Now once again, this is something that TenNapel is really good at. Creature Tech for example is one of the most moving conversion stories I’ve ever read thanks to the way it methodically shows the characters progression. But in Black Cherry the characters are being chased by Demons. Demons Who are always talking about their deeds and goals in theological terms. Demons who are couching their discussions about God in the terms of personal acquaintance. Demons who are being defeated by Holy Water. There’s also the occasional intercession from Angels. Now look, I’m a doubting Thomas by nature. But even I have to think that my inherent skepitism would wither under a full frontal assault from the legions of hell. When late in a the book a character remarks that the “only God she believes in is the one that goes in her arm.” It was all I could do to keep from shouting “COME ON!”

Still for all it’s flaws I still really enjoyed Black Cherry. It’s got some great moments, including a killer bit where a doomed mobster tries to ward off a demon by saying “I believe in the power of the Catholic Church.” To which the demon quips “Well so do I.” One has to give credit to TenNapel for writing a book, that as he points out in his introduction, no one in any quadrent of his fanbase would conceivably want him to write. That ability to push himself, is thankfully a tenant of TenNapel. And it does him credit, even when the final product doesn’t quite come together.

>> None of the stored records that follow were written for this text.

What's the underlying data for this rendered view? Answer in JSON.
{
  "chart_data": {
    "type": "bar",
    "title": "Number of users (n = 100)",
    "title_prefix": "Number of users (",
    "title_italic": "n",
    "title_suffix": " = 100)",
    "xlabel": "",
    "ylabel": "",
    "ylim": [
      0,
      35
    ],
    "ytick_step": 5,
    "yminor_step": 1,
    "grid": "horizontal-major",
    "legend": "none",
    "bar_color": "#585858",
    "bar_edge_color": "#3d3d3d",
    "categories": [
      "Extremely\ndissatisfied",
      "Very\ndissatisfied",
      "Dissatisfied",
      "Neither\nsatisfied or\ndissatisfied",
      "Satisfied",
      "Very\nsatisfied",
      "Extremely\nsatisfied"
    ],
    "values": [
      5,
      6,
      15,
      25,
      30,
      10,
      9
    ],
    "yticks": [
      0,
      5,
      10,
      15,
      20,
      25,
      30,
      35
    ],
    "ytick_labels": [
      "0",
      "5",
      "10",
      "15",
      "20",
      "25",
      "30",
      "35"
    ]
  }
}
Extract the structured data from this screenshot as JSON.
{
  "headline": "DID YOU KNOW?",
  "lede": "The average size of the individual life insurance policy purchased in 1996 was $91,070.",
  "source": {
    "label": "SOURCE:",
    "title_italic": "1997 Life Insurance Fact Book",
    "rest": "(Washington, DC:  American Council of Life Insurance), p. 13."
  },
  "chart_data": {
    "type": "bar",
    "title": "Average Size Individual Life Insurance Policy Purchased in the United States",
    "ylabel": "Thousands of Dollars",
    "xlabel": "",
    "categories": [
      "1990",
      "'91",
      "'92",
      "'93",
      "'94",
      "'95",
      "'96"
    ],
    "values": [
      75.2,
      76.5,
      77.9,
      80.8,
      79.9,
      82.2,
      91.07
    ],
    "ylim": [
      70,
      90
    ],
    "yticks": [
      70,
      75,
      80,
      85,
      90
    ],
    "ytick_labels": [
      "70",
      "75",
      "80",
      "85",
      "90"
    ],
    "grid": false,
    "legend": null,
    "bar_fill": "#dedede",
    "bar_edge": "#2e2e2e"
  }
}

Tommy Sauraus Rex on the other hand finds TenNapel right in his sweet spot. Telling a wistfully weird story of an eight year old boy who gets to live the dream of every eight year old boy and receives a sentient T-Rex as a pet.

It might not be as perfectly entertaining as the likes of Monster Zoo and Iron West. But its damn good, and has more imagination and honesty in it then 98% of “children’s” literature out there.

Its TenNapel’s most secular work, so if you’ve been worried about that being a stumbling block to TenNapel this is a perfect place to begin. And it’s not as willfully strange as some of his other work. Though it’s still idiosyncratic enough to include a cameo from the great Ray Harryhausen.

Both may not be TenNapel’s greatest work, but both illustrate that even second tier TenNapel is simply wonderful.